AWARD LAUREATES | Leonid Brezhnev
Leonid Brezhnev
Former General Secretary of The Central Committee Communist Party of the Soviet Union
Leonid Brezhnev was the former General Secretary of the Central Committee of the Communist Party of the Soviet Union. Born in Ukraine in 1906, within the Russian Empire, Mr Brezhnev worked as land surveyor in the 1920′s before becoming a full member of the Communist Party of the Soviet Union in 1931. Following his graduation from the Metallurgical Institute in Kanenskoye, he worked as a metallurgical engineer in the iron and steel industries, as well as acting as the director of a technical school. In 1935 he served his compulsory military service and in 1936 he became Party Secretary in Dnipropetrovsk, which led to him being in charge of the city’s defence industries. During World War Two Mr Brezhnev became a political commissar in the Red Army, rising to eventually become a Major General in 1943. Following the war he was appointed to several positions within regional party committees that were based in the Ukraine. In 1952 he became a member of the Central Committee of the CPSU and a candidate member of the Politburo. Following Stalin’s death, Mr Brezhnev was forced to accept the position as Deputy Head of the Political Department of the Ministry of Defence. When Nikita Khrushchev came to power in 1954, however, he was appointed Second Secretary of the Kazakhstan Communist Party and was soon promoted to First Secretary a year later. By 1964 he had become Second Secretary of the Central Committee and soon after he helped lead the coalition which removed Khrushchev from power, which allowed Mr Brezhnev to become Head of the Party.
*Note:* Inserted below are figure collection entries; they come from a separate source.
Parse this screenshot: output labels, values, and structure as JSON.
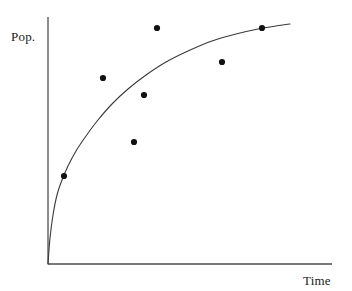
{
  "figure": {
    "background_color": "#ffffff",
    "axis_color": "#4d4d4d",
    "curve_color": "#3a3a3a",
    "point_color": "#111111",
    "width": 352,
    "height": 291
  },
  "labels": {
    "ylabel": "Pop.",
    "xlabel": "Time"
  },
  "chart_data": {
    "type": "scatter",
    "title": "",
    "subtitle": "",
    "xlabel": "Time",
    "ylabel": "Pop.",
    "grid": false,
    "legend": false,
    "legend_position": "none",
    "axis_style": "two-spine-open",
    "xlim": [
      0,
      1
    ],
    "ylim": [
      0,
      1
    ],
    "x_ticks": [],
    "y_ticks": [],
    "x_tick_labels": [],
    "y_tick_labels": [],
    "annotations": [],
    "series": [
      {
        "name": "Observations",
        "type": "scatter",
        "marker": "filled-circle",
        "marker_radius_px": 3.1,
        "color": "#111111",
        "points_px": [
          {
            "x": 64,
            "y": 176
          },
          {
            "x": 103,
            "y": 78
          },
          {
            "x": 134,
            "y": 142
          },
          {
            "x": 144,
            "y": 95
          },
          {
            "x": 157,
            "y": 28
          },
          {
            "x": 222,
            "y": 62
          },
          {
            "x": 262,
            "y": 28
          }
        ],
        "x": [
          0.056,
          0.194,
          0.303,
          0.338,
          0.384,
          0.613,
          0.754
        ],
        "y": [
          0.356,
          0.753,
          0.494,
          0.684,
          0.955,
          0.817,
          0.955
        ]
      }
    ],
    "fit_curve": {
      "name": "Fitted growth curve",
      "type": "line",
      "color": "#3a3a3a",
      "width_px": 1.1,
      "shape": "asymptotic-saturating",
      "start_px": {
        "x": 48,
        "y": 264
      },
      "end_px": {
        "x": 290,
        "y": 24
      },
      "path_px": [
        {
          "x": 48,
          "y": 264
        },
        {
          "x": 50,
          "y": 238
        },
        {
          "x": 53,
          "y": 215
        },
        {
          "x": 57,
          "y": 195
        },
        {
          "x": 62,
          "y": 180
        },
        {
          "x": 68,
          "y": 166
        },
        {
          "x": 76,
          "y": 151
        },
        {
          "x": 86,
          "y": 136
        },
        {
          "x": 98,
          "y": 120
        },
        {
          "x": 112,
          "y": 104
        },
        {
          "x": 128,
          "y": 89
        },
        {
          "x": 146,
          "y": 75
        },
        {
          "x": 166,
          "y": 62
        },
        {
          "x": 188,
          "y": 51
        },
        {
          "x": 212,
          "y": 41
        },
        {
          "x": 236,
          "y": 34
        },
        {
          "x": 258,
          "y": 29
        },
        {
          "x": 276,
          "y": 26
        },
        {
          "x": 290,
          "y": 24
        }
      ]
    },
    "axes_px": {
      "y_axis": {
        "x": 48,
        "y_top": 17,
        "y_bottom": 264
      },
      "x_axis": {
        "y": 264,
        "x_left": 48,
        "x_right": 332
      }
    }
  }
}
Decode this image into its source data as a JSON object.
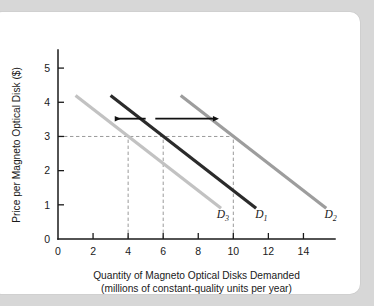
{
  "figure": {
    "background_color": "#d7d7d7",
    "card_color": "#ffffff"
  },
  "chart_data": {
    "type": "line",
    "title": "",
    "xlabel": "Quantity of Magneto Optical Disks Demanded",
    "xlabel_line2": "(millions of constant-quality units per year)",
    "ylabel": "Price per Magneto Optical Disk ($)",
    "xlim": [
      0,
      15.8
    ],
    "ylim": [
      0,
      5.5
    ],
    "xticks": [
      0,
      2,
      4,
      6,
      8,
      10,
      12,
      14
    ],
    "xticklabels": [
      "0",
      "2",
      "4",
      "6",
      "8",
      "10",
      "12",
      "14"
    ],
    "yticks": [
      0,
      1,
      2,
      3,
      4,
      5
    ],
    "yticklabels": [
      "0",
      "1",
      "2",
      "3",
      "4",
      "5"
    ],
    "grid": false,
    "legend": "none",
    "series": [
      {
        "name": "D3",
        "label": "D",
        "label_sub": "3",
        "color": "#c2c2c2",
        "linewidth": 3.2,
        "x": [
          1.0,
          9.3
        ],
        "y": [
          4.2,
          0.9
        ],
        "label_x": 9.05,
        "label_y": 0.62
      },
      {
        "name": "D1",
        "label": "D",
        "label_sub": "1",
        "color": "#2b2b2b",
        "linewidth": 3.2,
        "x": [
          3.0,
          11.3
        ],
        "y": [
          4.2,
          0.9
        ],
        "label_x": 11.25,
        "label_y": 0.62
      },
      {
        "name": "D2",
        "label": "D",
        "label_sub": "2",
        "color": "#9d9d9d",
        "linewidth": 3.2,
        "x": [
          7.0,
          15.3
        ],
        "y": [
          4.2,
          0.9
        ],
        "label_x": 15.2,
        "label_y": 0.62
      }
    ],
    "guides": {
      "price_level": 3,
      "horizontal_line": {
        "y": 3,
        "x_from": 0,
        "x_to": 10
      },
      "vertical_lines": [
        {
          "x": 4,
          "y_from": 0,
          "y_to": 3
        },
        {
          "x": 6,
          "y_from": 0,
          "y_to": 3
        },
        {
          "x": 10,
          "y_from": 0,
          "y_to": 3
        }
      ]
    },
    "annotations": [
      {
        "name": "leftward-shift-arrow",
        "direction": "left",
        "y": 3.52,
        "x_tail": 5.0,
        "x_head": 3.25
      },
      {
        "name": "rightward-shift-arrow",
        "direction": "right",
        "y": 3.52,
        "x_tail": 5.55,
        "x_head": 8.85
      }
    ]
  }
}
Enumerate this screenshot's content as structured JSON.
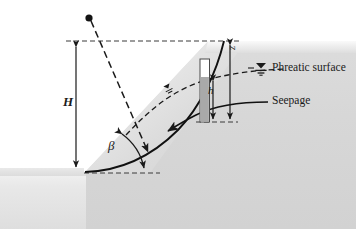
{
  "figure": {
    "type": "engineering-cross-section",
    "background_color": "#ffffff"
  },
  "labels": {
    "phreatic_surface": "Phreatic surface",
    "seepage": "Seepage",
    "slope_height": "H",
    "slope_angle": "β",
    "pressure_head": "h",
    "depth": "z"
  },
  "colors": {
    "soil_body": "#d6d6d6",
    "soil_body_light": "#eaeaea",
    "slope_face_light": "#f2f2f2",
    "ground_band": "#efefef",
    "line": "#1a1a1a",
    "piezometer_water": "#a9a9a9",
    "piezometer_tube": "#ffffff",
    "dashed": "#333333"
  },
  "geometry": {
    "crest_level_y": 41,
    "toe_level_y": 173,
    "toe_x": 84,
    "crest_x": 208,
    "slope_angle_deg": 47,
    "source_point": {
      "x": 89,
      "y": 18
    },
    "piezometer": {
      "x": 200,
      "width": 9,
      "top_y": 59,
      "bottom_y": 122,
      "water_top_y": 77
    }
  },
  "icons": {
    "water_table_legend": "water-table-symbol",
    "water_table_slope": "water-table-symbol-small",
    "source_point": "filled-circle-marker"
  },
  "annotations": {
    "dimension_H": "vertical double-headed arrow between crest level and toe level",
    "dimension_z": "vertical double-headed arrow from crest level down to failure surface",
    "dimension_h": "vertical double-headed arrow from phreatic surface down to failure surface",
    "angle_beta": "curved double-headed arc between slope face and horizontal at toe",
    "failure_surface": "solid curved arc from toe up through crest region",
    "phreatic_line": "dashed curve following groundwater table",
    "seepage_arrow": "arrow pointing down-left along seepage direction",
    "dashed_ray": "dashed straight line from source point through slope to failure surface"
  }
}
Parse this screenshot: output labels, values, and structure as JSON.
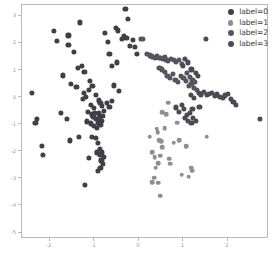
{
  "figure": {
    "background_color": "#ffffff",
    "frame_color": "#b9b9b9",
    "tick_label_color": "#9a9a9a",
    "legend_text_color": "#3a3a3a"
  },
  "legend": {
    "position": "upper-right",
    "entries": [
      {
        "label": "label=0",
        "color": "#3f3f46",
        "size": 3.1
      },
      {
        "label": "label=1",
        "color": "#8e8e96",
        "size": 2.7
      },
      {
        "label": "label=2",
        "color": "#55555e",
        "size": 3.0
      },
      {
        "label": "label=3",
        "color": "#4a4a53",
        "size": 3.0
      }
    ]
  },
  "chart_data": {
    "type": "scatter",
    "title": "",
    "xlabel": "",
    "ylabel": "",
    "grid": false,
    "legend_position": "upper right",
    "xlim": [
      -2.62,
      2.92
    ],
    "ylim": [
      -5.22,
      3.42
    ],
    "xticks": [
      -2,
      -1,
      0,
      1,
      2
    ],
    "xtick_labels": [
      "-2",
      "-1",
      "0",
      "1",
      "2"
    ],
    "yticks": [
      3,
      2,
      1,
      0,
      -1,
      -2,
      -3,
      -4,
      -5
    ],
    "ytick_labels": [
      "3",
      "2",
      "1",
      "0",
      "-1",
      "-2",
      "-3",
      "-4",
      "-5"
    ],
    "series": [
      {
        "name": "label=0",
        "color": "#3f3f46",
        "marker_size": 2.6,
        "points": [
          [
            -1.9,
            2.45
          ],
          [
            -1.84,
            2.1
          ],
          [
            -1.58,
            2.3
          ],
          [
            -1.32,
            2.78
          ],
          [
            -1.45,
            1.68
          ],
          [
            -1.36,
            1.1
          ],
          [
            -1.7,
            0.82
          ],
          [
            -1.52,
            0.52
          ],
          [
            -1.4,
            0.4
          ],
          [
            -1.28,
            1.18
          ],
          [
            -1.22,
            0.95
          ],
          [
            -1.24,
            0.18
          ],
          [
            -1.18,
            0.02
          ],
          [
            -1.12,
            0.3
          ],
          [
            -1.08,
            -0.28
          ],
          [
            -1.14,
            -0.52
          ],
          [
            -1.05,
            -0.62
          ],
          [
            -1.0,
            -0.38
          ],
          [
            -0.98,
            -0.55
          ],
          [
            -1.02,
            -0.72
          ],
          [
            -0.95,
            -0.8
          ],
          [
            -0.9,
            -0.58
          ],
          [
            -0.88,
            -0.72
          ],
          [
            -0.92,
            -0.92
          ],
          [
            -0.86,
            -1.02
          ],
          [
            -0.94,
            -1.12
          ],
          [
            -1.0,
            -1.05
          ],
          [
            -0.84,
            -0.85
          ],
          [
            -0.8,
            -0.66
          ],
          [
            -0.78,
            -0.48
          ],
          [
            -0.82,
            -0.32
          ],
          [
            -0.86,
            -0.2
          ],
          [
            -0.9,
            -0.1
          ],
          [
            -0.96,
            0.1
          ],
          [
            -1.04,
            0.44
          ],
          [
            -1.1,
            0.62
          ],
          [
            -0.72,
            -0.18
          ],
          [
            -0.66,
            -0.34
          ],
          [
            -0.6,
            -0.12
          ],
          [
            -1.06,
            -1.46
          ],
          [
            -0.96,
            -1.5
          ],
          [
            -0.92,
            -1.68
          ],
          [
            -0.88,
            -1.88
          ],
          [
            -0.94,
            -2.02
          ],
          [
            -0.88,
            -2.12
          ],
          [
            -0.82,
            -2.02
          ],
          [
            -0.78,
            -2.18
          ],
          [
            -0.84,
            -2.32
          ],
          [
            -0.8,
            -2.46
          ],
          [
            -0.86,
            -2.58
          ],
          [
            -0.92,
            -2.7
          ],
          [
            -1.12,
            -2.22
          ],
          [
            -1.2,
            -3.22
          ],
          [
            -2.32,
            -0.92
          ],
          [
            -2.4,
            0.18
          ],
          [
            -2.28,
            -0.78
          ],
          [
            -2.18,
            -1.78
          ],
          [
            -2.16,
            -2.12
          ],
          [
            -1.74,
            -0.56
          ],
          [
            -1.62,
            -0.8
          ],
          [
            -1.54,
            -1.58
          ],
          [
            -1.34,
            -1.46
          ],
          [
            -1.58,
            1.96
          ],
          [
            -0.76,
            2.4
          ],
          [
            -0.7,
            2.05
          ],
          [
            -0.66,
            1.62
          ],
          [
            -0.6,
            1.18
          ],
          [
            -0.56,
            0.45
          ],
          [
            -0.5,
            1.3
          ],
          [
            -0.44,
            0.26
          ],
          [
            -0.38,
            2.18
          ],
          [
            -0.34,
            2.28
          ],
          [
            -0.3,
            3.28
          ],
          [
            -0.24,
            2.9
          ],
          [
            -0.28,
            2.22
          ],
          [
            -0.2,
            1.92
          ],
          [
            -0.14,
            2.12
          ],
          [
            -0.08,
            1.88
          ],
          [
            -0.04,
            1.62
          ],
          [
            -0.46,
            2.48
          ],
          [
            -0.52,
            2.58
          ],
          [
            -1.26,
            -0.05
          ],
          [
            -1.16,
            -0.88
          ],
          [
            -1.08,
            -0.95
          ]
        ]
      },
      {
        "name": "label=1",
        "color": "#8e8e96",
        "marker_size": 2.3,
        "points": [
          [
            0.24,
            -1.44
          ],
          [
            0.3,
            -2.02
          ],
          [
            0.36,
            -2.2
          ],
          [
            0.4,
            -1.14
          ],
          [
            0.42,
            -1.28
          ],
          [
            0.46,
            -1.58
          ],
          [
            0.5,
            -1.6
          ],
          [
            0.52,
            -1.84
          ],
          [
            0.48,
            -2.14
          ],
          [
            0.44,
            -2.42
          ],
          [
            0.38,
            -2.58
          ],
          [
            0.34,
            -2.96
          ],
          [
            0.3,
            -3.12
          ],
          [
            0.44,
            -3.14
          ],
          [
            0.48,
            -3.62
          ],
          [
            0.42,
            -5.42
          ],
          [
            0.5,
            -5.36
          ],
          [
            0.68,
            -2.26
          ],
          [
            0.7,
            -2.44
          ],
          [
            0.58,
            -1.12
          ],
          [
            0.62,
            -0.62
          ],
          [
            0.66,
            -0.18
          ],
          [
            0.9,
            -1.58
          ],
          [
            0.96,
            -2.84
          ],
          [
            1.12,
            -2.92
          ],
          [
            1.06,
            -1.8
          ],
          [
            1.18,
            -2.58
          ],
          [
            1.2,
            -2.7
          ],
          [
            1.52,
            -1.44
          ],
          [
            0.52,
            -0.54
          ],
          [
            0.78,
            -1.66
          ],
          [
            0.86,
            -0.92
          ]
        ]
      },
      {
        "name": "label=2",
        "color": "#55555e",
        "marker_size": 2.6,
        "points": [
          [
            0.04,
            2.16
          ],
          [
            0.1,
            2.16
          ],
          [
            0.18,
            1.62
          ],
          [
            0.24,
            1.56
          ],
          [
            0.3,
            1.52
          ],
          [
            0.36,
            1.48
          ],
          [
            0.4,
            1.52
          ],
          [
            0.46,
            1.48
          ],
          [
            0.5,
            1.46
          ],
          [
            0.54,
            1.42
          ],
          [
            0.58,
            1.5
          ],
          [
            0.62,
            1.4
          ],
          [
            0.66,
            1.36
          ],
          [
            0.72,
            1.44
          ],
          [
            0.78,
            1.38
          ],
          [
            0.84,
            1.32
          ],
          [
            0.9,
            1.38
          ],
          [
            0.96,
            1.26
          ],
          [
            0.58,
            0.96
          ],
          [
            0.64,
            0.8
          ],
          [
            0.7,
            0.72
          ],
          [
            0.76,
            0.88
          ],
          [
            0.82,
            0.64
          ],
          [
            0.88,
            0.58
          ],
          [
            0.94,
            0.8
          ],
          [
            1.0,
            0.72
          ],
          [
            1.06,
            0.62
          ],
          [
            1.12,
            0.44
          ],
          [
            1.18,
            0.52
          ],
          [
            1.24,
            0.36
          ],
          [
            1.3,
            0.3
          ],
          [
            1.08,
            0.9
          ],
          [
            1.14,
            0.76
          ],
          [
            1.2,
            0.66
          ],
          [
            1.26,
            0.58
          ],
          [
            0.52,
            1.04
          ],
          [
            0.46,
            1.1
          ]
        ]
      },
      {
        "name": "label=3",
        "color": "#4a4a53",
        "marker_size": 2.6,
        "points": [
          [
            1.34,
            0.18
          ],
          [
            1.4,
            0.12
          ],
          [
            1.46,
            0.2
          ],
          [
            1.52,
            0.1
          ],
          [
            1.58,
            0.14
          ],
          [
            1.64,
            0.16
          ],
          [
            1.7,
            0.06
          ],
          [
            1.76,
            0.12
          ],
          [
            1.82,
            0.04
          ],
          [
            1.88,
            -0.02
          ],
          [
            1.94,
            0.08
          ],
          [
            2.0,
            0.14
          ],
          [
            2.06,
            -0.06
          ],
          [
            2.12,
            -0.16
          ],
          [
            2.18,
            -0.28
          ],
          [
            1.5,
            2.18
          ],
          [
            1.28,
            0.92
          ],
          [
            1.32,
            0.8
          ],
          [
            1.36,
            -0.34
          ],
          [
            1.2,
            -0.42
          ],
          [
            1.14,
            -0.56
          ],
          [
            1.08,
            -0.64
          ],
          [
            1.02,
            -0.42
          ],
          [
            0.96,
            -0.28
          ],
          [
            1.22,
            -0.76
          ],
          [
            1.28,
            -0.86
          ],
          [
            1.18,
            -0.94
          ],
          [
            1.1,
            -0.86
          ],
          [
            1.04,
            -0.74
          ],
          [
            2.72,
            -0.78
          ],
          [
            1.04,
            1.42
          ],
          [
            1.1,
            1.3
          ],
          [
            0.98,
            1.18
          ],
          [
            1.18,
            1.04
          ],
          [
            0.9,
            -0.54
          ],
          [
            0.84,
            -0.36
          ],
          [
            1.16,
            0.1
          ],
          [
            1.24,
            0.0
          ]
        ]
      }
    ]
  }
}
He became committed to foreign policy and military reforms, developing the ‘Brezhnev Doctrine’, which outlined the right to Soviet intervention when other socialist countries are threatened. He strived to work with the United States through the policy of détente; his major foreign policy innovation. Under his leadership, the Soviet Union achieved a balance with the United States in its nuclear weapons programme as well as overtaking their space programme. This build-up of military assets, however, left the economic, agricultural and health care sectors deprived and led to a depressed standard of living. In 1979 he worked with Jimmy Carter to achieve the bilateral Strategic Arms Limitation Treaty (SALT 2), but soon after, in one of his last major decisions as leader, the Soviet Union invaded Afghanistan in an attempt to save the regime. He held on to power until his death in 1982.